Although Saddam Hussein, a Sunni, appointed relatives to senior posts, the government was secular and included Christian, Kurdish and Shiite ministers in key roles. Deputy prime minister and foreign minister Tareq Aziz was a Christian. Defence industry and industry minister Amr Al Sadi — who built weapons used by Iraq during the Iran war and liaised with UN weapons inspectors — is a Shiite. He was not a member of the ruling Baath Party. His brother was a high ranking official in the oil ministry. An early Baathist who reached the top ranks of the party, Saadoun Hammadi, another Shiita, was oil minister, prime minister, and foreign minister. Mohammed Saeed Al Sahhaf, a Shiita born in Karbala like Hammadi, served as information and foreign minister. Iraq's health minister in the 1990s was a Kurd whom I met in Baghdad in 1992 or 1993 during a conference convened by a Jordanian doctors' association. The majority of members in the Baath and Communist parties were Shiitas who made up about 55 per cent of the population.
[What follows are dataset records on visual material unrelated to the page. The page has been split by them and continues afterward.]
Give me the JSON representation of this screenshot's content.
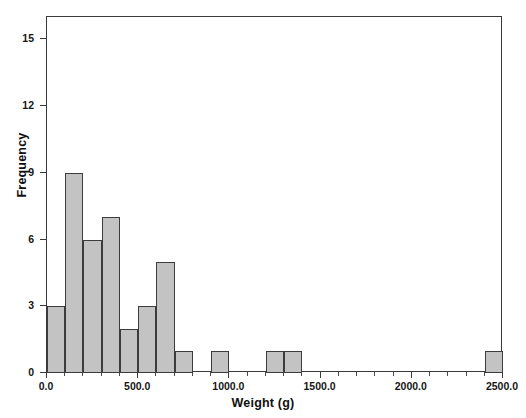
{
  "chart_data": {
    "type": "bar",
    "title": "",
    "subtitle": "",
    "xlabel": "Weight (g)",
    "ylabel": "Frequency",
    "xlim": [
      0,
      2500
    ],
    "ylim": [
      0,
      16
    ],
    "grid": false,
    "legend": null,
    "bin_width": 100,
    "x_tick_labels": [
      "0.0",
      "500.0",
      "1000.0",
      "1500.0",
      "2000.0",
      "2500.0"
    ],
    "x_tick_values": [
      0,
      500,
      1000,
      1500,
      2000,
      2500
    ],
    "y_tick_labels": [
      "0",
      "3",
      "6",
      "9",
      "12",
      "15"
    ],
    "y_tick_values": [
      0,
      3,
      6,
      9,
      12,
      15
    ],
    "bar_fill_color": "#c3c3c3",
    "bar_edge_color": "#3c3c3c",
    "frame_color": "#3a3a3a",
    "categories": [
      "0-100",
      "100-200",
      "200-300",
      "300-400",
      "400-500",
      "500-600",
      "600-700",
      "700-800",
      "800-900",
      "900-1000",
      "1000-1100",
      "1100-1200",
      "1200-1300",
      "1300-1400",
      "1400-1500",
      "1500-1600",
      "1600-1700",
      "1700-1800",
      "1800-1900",
      "1900-2000",
      "2000-2100",
      "2100-2200",
      "2200-2300",
      "2300-2400",
      "2400-2500"
    ],
    "values": [
      3,
      9,
      6,
      7,
      2,
      3,
      5,
      1,
      0,
      1,
      0,
      0,
      1,
      1,
      0,
      0,
      0,
      0,
      0,
      0,
      0,
      0,
      0,
      0,
      1
    ],
    "bars": [
      {
        "x0": 0,
        "x1": 100,
        "value": 3
      },
      {
        "x0": 100,
        "x1": 200,
        "value": 9
      },
      {
        "x0": 200,
        "x1": 300,
        "value": 6
      },
      {
        "x0": 300,
        "x1": 400,
        "value": 7
      },
      {
        "x0": 400,
        "x1": 500,
        "value": 2
      },
      {
        "x0": 500,
        "x1": 600,
        "value": 3
      },
      {
        "x0": 600,
        "x1": 700,
        "value": 5
      },
      {
        "x0": 700,
        "x1": 800,
        "value": 1
      },
      {
        "x0": 900,
        "x1": 1000,
        "value": 1
      },
      {
        "x0": 1200,
        "x1": 1300,
        "value": 1
      },
      {
        "x0": 1300,
        "x1": 1400,
        "value": 1
      },
      {
        "x0": 2400,
        "x1": 2500,
        "value": 1
      }
    ],
    "total_count": 40
  }
}
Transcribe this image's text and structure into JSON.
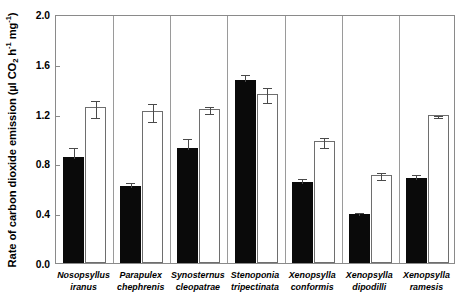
{
  "chart_data": {
    "type": "bar",
    "title": "",
    "xlabel": "",
    "ylabel": "Rate of carbon dioxide emission  (µl CO2 h-1 mg-1)",
    "ylabel_parts": {
      "prefix": "Rate of carbon dioxide emission  (",
      "mu": "µ",
      "l": "l CO",
      "sub2": "2",
      "h": " h",
      "sup1": "-1",
      "mg": " mg",
      "sup2": "-1",
      "suffix": ")"
    },
    "ylim": [
      0.0,
      2.0
    ],
    "yticks": [
      0.0,
      0.4,
      0.8,
      1.2,
      1.6,
      2.0
    ],
    "ytick_labels": [
      "0.0",
      "0.4",
      "0.8",
      "1.2",
      "1.6",
      "2.0"
    ],
    "grid": false,
    "legend": "none",
    "categories": [
      "Nosopsyllus iranus",
      "Parapulex chephrenis",
      "Synosternus cleopatrae",
      "Stenoponia tripectinata",
      "Xenopsylla conformis",
      "Xenopsylla dipodilli",
      "Xenopsylla ramesis"
    ],
    "category_lines": [
      [
        "Nosopsyllus",
        "iranus"
      ],
      [
        "Parapulex",
        "chephrenis"
      ],
      [
        "Synosternus",
        "cleopatrae"
      ],
      [
        "Stenoponia",
        "tripectinata"
      ],
      [
        "Xenopsylla",
        "conformis"
      ],
      [
        "Xenopsylla",
        "dipodilli"
      ],
      [
        "Xenopsylla",
        "ramesis"
      ]
    ],
    "series": [
      {
        "name": "filled",
        "fill": "#0a0a0a",
        "values": [
          0.85,
          0.62,
          0.92,
          1.47,
          0.65,
          0.39,
          0.68
        ],
        "errors": [
          0.09,
          0.04,
          0.09,
          0.06,
          0.04,
          0.03,
          0.04
        ]
      },
      {
        "name": "open",
        "fill": "#ffffff",
        "values": [
          1.25,
          1.22,
          1.24,
          1.36,
          0.98,
          0.71,
          1.19
        ],
        "errors": [
          0.07,
          0.07,
          0.03,
          0.06,
          0.04,
          0.03,
          0.01
        ]
      }
    ]
  },
  "colors": {
    "frame": "#8a8a8a",
    "filled_bar": "#0a0a0a",
    "open_bar_edge": "#6e6e6e",
    "error_bar": "#4a4a4a",
    "separator": "#9a9a9a",
    "text": "#000000",
    "background": "#ffffff"
  }
}
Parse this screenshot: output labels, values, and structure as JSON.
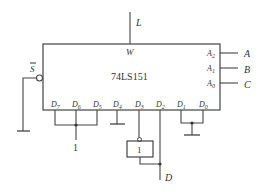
{
  "diagram": {
    "chip_name": "74LS151",
    "output_pin": "W",
    "output_signal": "L",
    "enable_pin": "S",
    "select_pins": [
      {
        "pin": "A",
        "sub": "2",
        "signal": "A"
      },
      {
        "pin": "A",
        "sub": "1",
        "signal": "B"
      },
      {
        "pin": "A",
        "sub": "0",
        "signal": "C"
      }
    ],
    "data_pins": [
      {
        "pin": "D",
        "sub": "7"
      },
      {
        "pin": "D",
        "sub": "6"
      },
      {
        "pin": "D",
        "sub": "5"
      },
      {
        "pin": "D",
        "sub": "4"
      },
      {
        "pin": "D",
        "sub": "3"
      },
      {
        "pin": "D",
        "sub": "2"
      },
      {
        "pin": "D",
        "sub": "1"
      },
      {
        "pin": "D",
        "sub": "0"
      }
    ],
    "logic_high_label": "1",
    "inverter_label": "1",
    "input_signal": "D",
    "colors": {
      "line": "#444444",
      "text": "#333333",
      "background": "#ffffff"
    }
  }
}
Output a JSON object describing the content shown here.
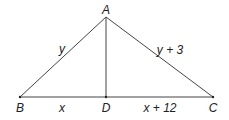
{
  "diagram": {
    "type": "geometry-triangle",
    "colors": {
      "line": "#444444",
      "text": "#222222",
      "background": "#ffffff"
    },
    "vertices": {
      "A": {
        "label": "A",
        "x": 106,
        "y": 17
      },
      "B": {
        "label": "B",
        "x": 20,
        "y": 97
      },
      "C": {
        "label": "C",
        "x": 213,
        "y": 97
      },
      "D": {
        "label": "D",
        "x": 106,
        "y": 97
      }
    },
    "segments": {
      "AB": {
        "label": "y"
      },
      "AC": {
        "label": "y + 3"
      },
      "BD": {
        "label": "x"
      },
      "DC": {
        "label": "x + 12"
      },
      "AD": {
        "label": ""
      }
    }
  }
}
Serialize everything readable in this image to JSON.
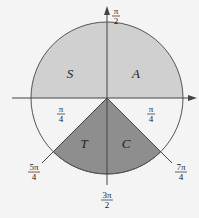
{
  "diagram": {
    "colors": {
      "background": "#f4f4f4",
      "upper_fill": "#d0d0d0",
      "sector_fill": "#8e8e8e",
      "stroke": "#555555"
    },
    "quadrant_labels": {
      "S": "S",
      "A": "A",
      "T": "T",
      "C": "C"
    },
    "axis_labels": {
      "top": {
        "num": "π",
        "den": "2"
      },
      "bottom": {
        "num": "3π",
        "den": "2"
      }
    },
    "angle_labels": {
      "left_pi4": {
        "num": "π",
        "den": "4"
      },
      "right_pi4": {
        "num": "π",
        "den": "4"
      },
      "five_pi4": {
        "num": "5π",
        "den": "4"
      },
      "seven_pi4": {
        "num": "7π",
        "den": "4"
      }
    }
  }
}
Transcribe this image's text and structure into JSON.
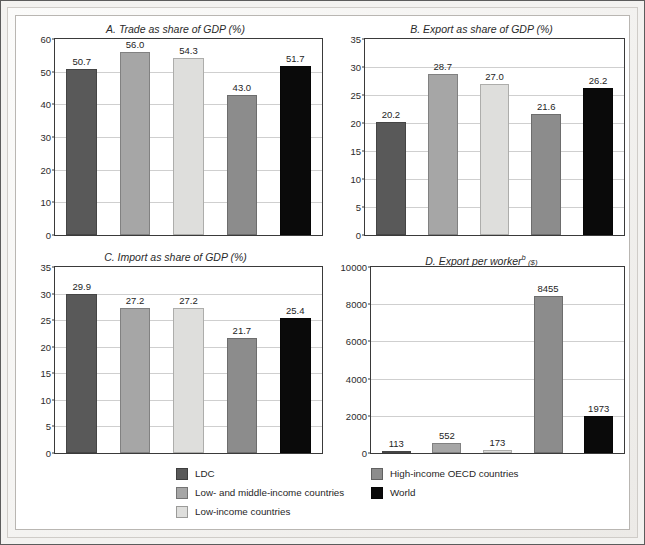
{
  "figure": {
    "background": "#ffffff",
    "frame_color": "#5c5c5c"
  },
  "series_colors": {
    "ldc": "#595959",
    "low_and_middle_income": "#a6a6a6",
    "low_income": "#dededc",
    "high_income_oecd": "#8c8c8c",
    "world": "#0a0a0a"
  },
  "legend": {
    "left_column": [
      {
        "label": "LDC",
        "color": "#595959",
        "key": "ldc"
      },
      {
        "label": "Low- and middle-income countries",
        "color": "#a6a6a6",
        "key": "low_and_middle_income"
      },
      {
        "label": "Low-income countries",
        "color": "#dededc",
        "key": "low_income"
      }
    ],
    "right_column": [
      {
        "label": "High-income OECD countries",
        "color": "#8c8c8c",
        "key": "high_income_oecd"
      },
      {
        "label": "World",
        "color": "#0a0a0a",
        "key": "world"
      }
    ]
  },
  "chart_data": [
    {
      "id": "panel-a",
      "type": "bar",
      "title": "A. Trade as share of GDP (%)",
      "xlabel": "",
      "ylabel": "",
      "ylim": [
        0,
        60
      ],
      "yticks": [
        0,
        10,
        20,
        30,
        40,
        50,
        60
      ],
      "grid": true,
      "legend_position": "below-figure",
      "categories": [
        "LDC",
        "Low- and middle-income countries",
        "Low-income countries",
        "High-income OECD countries",
        "World"
      ],
      "values": [
        50.7,
        56.0,
        54.3,
        43.0,
        51.7
      ],
      "labels": [
        "50.7",
        "56.0",
        "54.3",
        "43.0",
        "51.7"
      ],
      "colors": [
        "#595959",
        "#a6a6a6",
        "#dededc",
        "#8c8c8c",
        "#0a0a0a"
      ]
    },
    {
      "id": "panel-b",
      "type": "bar",
      "title": "B. Export as share of GDP (%)",
      "xlabel": "",
      "ylabel": "",
      "ylim": [
        0,
        35
      ],
      "yticks": [
        0,
        5,
        10,
        15,
        20,
        25,
        30,
        35
      ],
      "grid": true,
      "legend_position": "below-figure",
      "categories": [
        "LDC",
        "Low- and middle-income countries",
        "Low-income countries",
        "High-income OECD countries",
        "World"
      ],
      "values": [
        20.2,
        28.7,
        27.0,
        21.6,
        26.2
      ],
      "labels": [
        "20.2",
        "28.7",
        "27.0",
        "21.6",
        "26.2"
      ],
      "colors": [
        "#595959",
        "#a6a6a6",
        "#dededc",
        "#8c8c8c",
        "#0a0a0a"
      ]
    },
    {
      "id": "panel-c",
      "type": "bar",
      "title": "C. Import as share of GDP (%)",
      "xlabel": "",
      "ylabel": "",
      "ylim": [
        0,
        35
      ],
      "yticks": [
        0,
        5,
        10,
        15,
        20,
        25,
        30,
        35
      ],
      "grid": true,
      "legend_position": "below-figure",
      "categories": [
        "LDC",
        "Low- and middle-income countries",
        "Low-income countries",
        "High-income OECD countries",
        "World"
      ],
      "values": [
        29.9,
        27.2,
        27.2,
        21.7,
        25.4
      ],
      "labels": [
        "29.9",
        "27.2",
        "27.2",
        "21.7",
        "25.4"
      ],
      "colors": [
        "#595959",
        "#a6a6a6",
        "#dededc",
        "#8c8c8c",
        "#0a0a0a"
      ]
    },
    {
      "id": "panel-d",
      "type": "bar",
      "title": "D. Export per workerb ($)",
      "title_main": "D. Export per worker",
      "title_superscript": "b",
      "title_unit": "($)",
      "xlabel": "",
      "ylabel": "",
      "ylim": [
        0,
        10000
      ],
      "yticks": [
        0,
        2000,
        4000,
        6000,
        8000,
        10000
      ],
      "grid": true,
      "legend_position": "below-figure",
      "categories": [
        "LDC",
        "Low- and middle-income countries",
        "Low-income countries",
        "High-income OECD countries",
        "World"
      ],
      "values": [
        113,
        552,
        173,
        8455,
        1973
      ],
      "labels": [
        "113",
        "552",
        "173",
        "8455",
        "1973"
      ],
      "colors": [
        "#595959",
        "#a6a6a6",
        "#dededc",
        "#8c8c8c",
        "#0a0a0a"
      ]
    }
  ]
}
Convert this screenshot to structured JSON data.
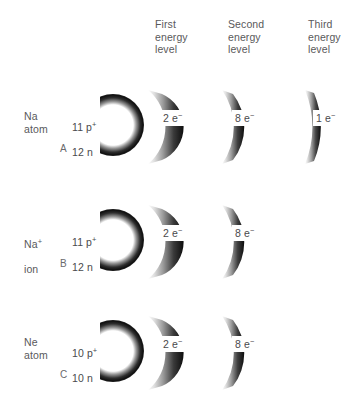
{
  "diagram": {
    "background_color": "#ffffff",
    "text_color": "#59595b",
    "shell_color_dark": "#111111",
    "shell_color_light": "#ffffff"
  },
  "columns": [
    {
      "id": "first",
      "label": "First\nenergy\nlevel",
      "x": 155
    },
    {
      "id": "second",
      "label": "Second\nenergy\nlevel",
      "x": 228
    },
    {
      "id": "third",
      "label": "Third\nenergy\nlevel",
      "x": 308
    }
  ],
  "rows": [
    {
      "letter": "A",
      "species": "Na\natom",
      "species_symbol": "Na",
      "species_kind": "atom",
      "charge": "",
      "nucleus": {
        "protons": "11 p",
        "protons_sign": "+",
        "neutrons": "12 n",
        "label": "11 p+\n12 n"
      },
      "shells": [
        {
          "level": "first",
          "label": "2 e",
          "sign": "−",
          "electrons": 2
        },
        {
          "level": "second",
          "label": "8 e",
          "sign": "−",
          "electrons": 8
        },
        {
          "level": "third",
          "label": "1 e",
          "sign": "−",
          "electrons": 1
        }
      ]
    },
    {
      "letter": "B",
      "species": "Na+\nion",
      "species_symbol": "Na",
      "species_kind": "ion",
      "charge": "+",
      "nucleus": {
        "protons": "11 p",
        "protons_sign": "+",
        "neutrons": "12 n",
        "label": "11 p+\n12 n"
      },
      "shells": [
        {
          "level": "first",
          "label": "2 e",
          "sign": "−",
          "electrons": 2
        },
        {
          "level": "second",
          "label": "8 e",
          "sign": "−",
          "electrons": 8
        }
      ]
    },
    {
      "letter": "C",
      "species": "Ne\natom",
      "species_symbol": "Ne",
      "species_kind": "atom",
      "charge": "",
      "nucleus": {
        "protons": "10 p",
        "protons_sign": "+",
        "neutrons": "10 n",
        "label": "10 p+\n10 n"
      },
      "shells": [
        {
          "level": "first",
          "label": "2 e",
          "sign": "−",
          "electrons": 2
        },
        {
          "level": "second",
          "label": "8 e",
          "sign": "−",
          "electrons": 8
        }
      ]
    }
  ]
}
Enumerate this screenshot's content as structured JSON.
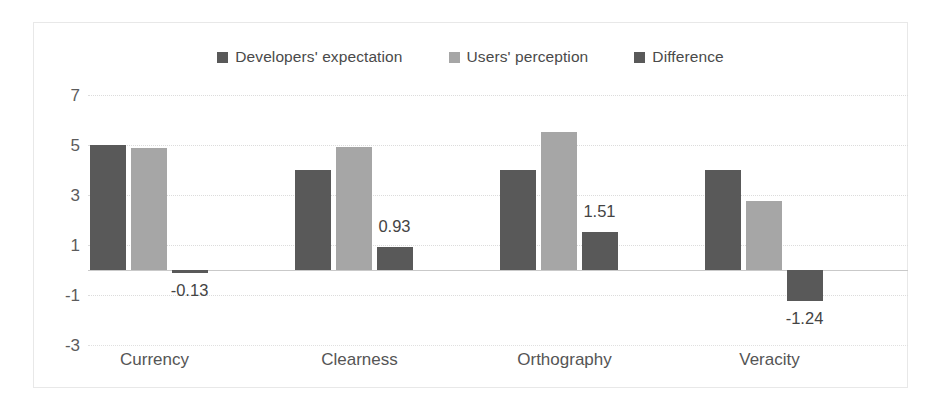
{
  "chart_data": {
    "type": "bar",
    "title": "",
    "subtitle": "",
    "xlabel": "",
    "ylabel": "",
    "categories": [
      "Currency",
      "Clearness",
      "Orthography",
      "Veracity"
    ],
    "series": [
      {
        "name": "Developers' expectation",
        "color": "#595959",
        "values": [
          5.0,
          4.0,
          4.0,
          4.0
        ]
      },
      {
        "name": "Users' perception",
        "color": "#a6a6a6",
        "values": [
          4.87,
          4.93,
          5.51,
          2.76
        ]
      },
      {
        "name": "Difference",
        "color": "#595959",
        "values": [
          -0.13,
          0.93,
          1.51,
          -1.24
        ]
      }
    ],
    "data_labels": {
      "series": "Difference",
      "values": [
        "-0.13",
        "0.93",
        "1.51",
        "-1.24"
      ]
    },
    "yticks": [
      7,
      5,
      3,
      1,
      -1,
      -3
    ],
    "ytick_labels": [
      "7",
      "5",
      "3",
      "1",
      "-1",
      "-3"
    ],
    "ylim": [
      -3,
      7
    ],
    "grid": true,
    "legend_position": "top"
  },
  "legend": {
    "items": [
      {
        "label": "Developers' expectation",
        "color": "#595959",
        "icon": "legend-swatch-icon"
      },
      {
        "label": "Users' perception",
        "color": "#a6a6a6",
        "icon": "legend-swatch-icon"
      },
      {
        "label": "Difference",
        "color": "#595959",
        "icon": "legend-swatch-icon"
      }
    ]
  },
  "axes": {
    "y_tick_labels": [
      "7",
      "5",
      "3",
      "1",
      "-1",
      "-3"
    ],
    "x_tick_labels": [
      "Currency",
      "Clearness",
      "Orthography",
      "Veracity"
    ]
  },
  "labels": {
    "currency_difference": "-0.13",
    "clearness_difference": "0.93",
    "orthography_difference": "1.51",
    "veracity_difference": "-1.24"
  },
  "colors": {
    "series_dark": "#595959",
    "series_light": "#a6a6a6",
    "gridline": "#dcdcdc",
    "zero_line": "#c9c9c9",
    "frame": "#e8e8e8",
    "text": "#555555",
    "background": "#ffffff"
  }
}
Two examples of Monday’s 20th anniversary coverage are revealing.

Commenting in The Washington Post about US Secretary of State Colin Powell's pre-war statement on WMD to the UN Security Council, Ishaan Tharoor said that he "would lament the defects in the US intelligence process" which gave Bush the pretext to wage war. There were no "defects" just lies which were recognised as lies at the time by opponents and critics of the war.

Beating around the bush, Tharoor admitted that "Saddam's regime" was "nominally secular" although it was, in fact, "secular" and inclusive. Tharoor also wrote that the "regime ..presided over a united sense of Iraqi identity that was, to a certain extent, broken up by the US invasion and its aftermath". There was an Iraqi identity before the war and, there was no "certain extent" about the US effort, launched in May 2003, to destroy the Iraqi identity. The US imposed a divide-and-rule system of governance based on ethnic — Arab-Kurd — and sectarian — Shiite and Sunni — identity. Instead of democracy, this system has produced sectarian and ethnic cleansing and rule by expatriate pro-Iranain Shiita militia leaders turned politicians.

In her 50-minute BBC documentary, "A Choice of Horrors", Caroline Wyatt interviewed a number of academics, journalists and ex-officials on the whys and wherefores of the war. The programme was divided between interviews with proponents and opponents of the war. Pro-ponents relied on non-existent WMD and Saddam Husein's repression. Wyatt argued correctly that the end of the Cold War left the US as the global hyperpower which, after 2000, had the muscle to conduct "humanitarian interventions" although the Iraq war was a straightforward war of conquest and not a “humanitarian intervention”. While opponents spoke of US hubris and argued Iraq emerged from the US war broken, violent and impoverished, they were overshadowed by proponents who spoke first. This weakened the conclusion that the US intervention was worse than non-intervention. The war of words over the US war on Iraq continues unabated.